Many of the promises of Europe’s populists echo the campaign of President Trump, particularly where it concerns immigration and taking countries “back” to a better national identity, culture, and sense of security. Those promises are difficult to fulfill under existing EU conventions, like the Schengen agreement allows for the free movement of people within 26 EU states. Additionally, fears over a loss of cultural identity have been seen in recent years as a handful of European countries, including France, have banned certain religious garb, like the burqa.
Polyakova noted that the terror attacks of recent years have definitely been feeding the populist agenda. “It’s not just about immigration anymore, which has been one of their pillars for a long time. Now it’s about the intersection of immigration and security, which I think speaks to peoples fears and anxieties in a much more profound way,” she said.

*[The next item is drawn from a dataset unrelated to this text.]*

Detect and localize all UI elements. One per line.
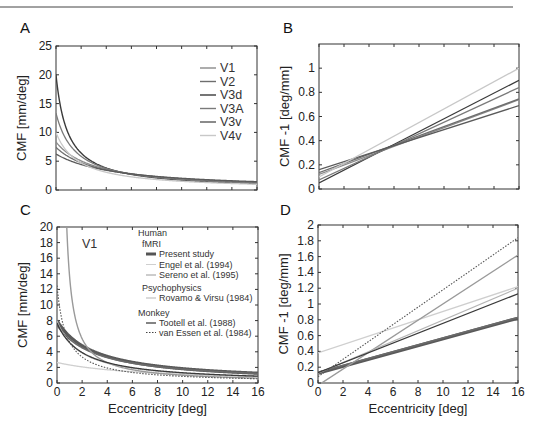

Regardless of numerous studies showing that immigrants and refugees commit fewer crimes and fewer acts of terrorism than native-born citizens, the narrative is persuasive. “Statistics don’t really matter. It’s about the psychological connection,” Polyakova explained. When a person watches a deadly terror attack unfold on the news and sees an individual of Middle Eastern or North African origin shouting Arabic slogans before committing an atrocity, the psychological impact can assume a life of its own.
“The imagery and the scapegoating is certainly useful for the populist agenda,” she said.
With only weeks until the first major European election of 2017, a single incident, like the Friday attack at the Louvre, will not change the overall trajectory of the U.S. and much of Europe, warned Daniel Chirot, professor of international studies and sociology at the University of Washington in Seattle.
“The anti-immigrant, so-called populist sentiments in the U.S. or Europe are more than just about fear of terrorism, but are part of a major, generalized fear of cultural and national decline,” he said.
As they have gained support, transatlantic populists have exploited fears and myths about numerous groups, Chirot explained. Not just Muslims, but immigrants from Eastern Europe, portrayed much like Mexicans in the U.S. under Trump, have been blamed for the loss of jobs and declining wages among the working class, as was clearly the case during the Brexit campaign.
The Friday attack in Paris is now believed to have been carried out by an Egyptian who arrived in France in January. The assailant was trying to enter the museum shops carrying two bags and wielding a machete and reportedly shouting Allahu Akbar (God is greatest). He was shot five times by a soldier guarding the entrance to the Louvre, a security precaution that has become increasingly common since the country was put under a state of national emergency following the November 2015 Paris nightclub attacks.
President Trump responded to the attack on his personal Twitter feed, announcing the attack was carried out by a “radical Islamist terrorist.” He warned, “France on edge again. GET SMART U.S.” In the past week, Trump has implemented the first in a series of promised border security measures to temporarily halt immigration and travel from a handful of Muslim countries, and the beginning steps to constructing a border wall with Mexico, to keep illegal immigrants out of the country.
Chirot warned of the trend in Europe and the United States of viewing various groups as “useful scapegoats for the anxiety of many, especially older people who see their world being upended.”
“In their mind this justifies abandoning the open, tolerant Enlightenment values that have made the United States and Western Europe great,” Chirot said. “As this is abandoned, we are ceasing to be models for the rest of the world, and of course threatening our own freedoms.”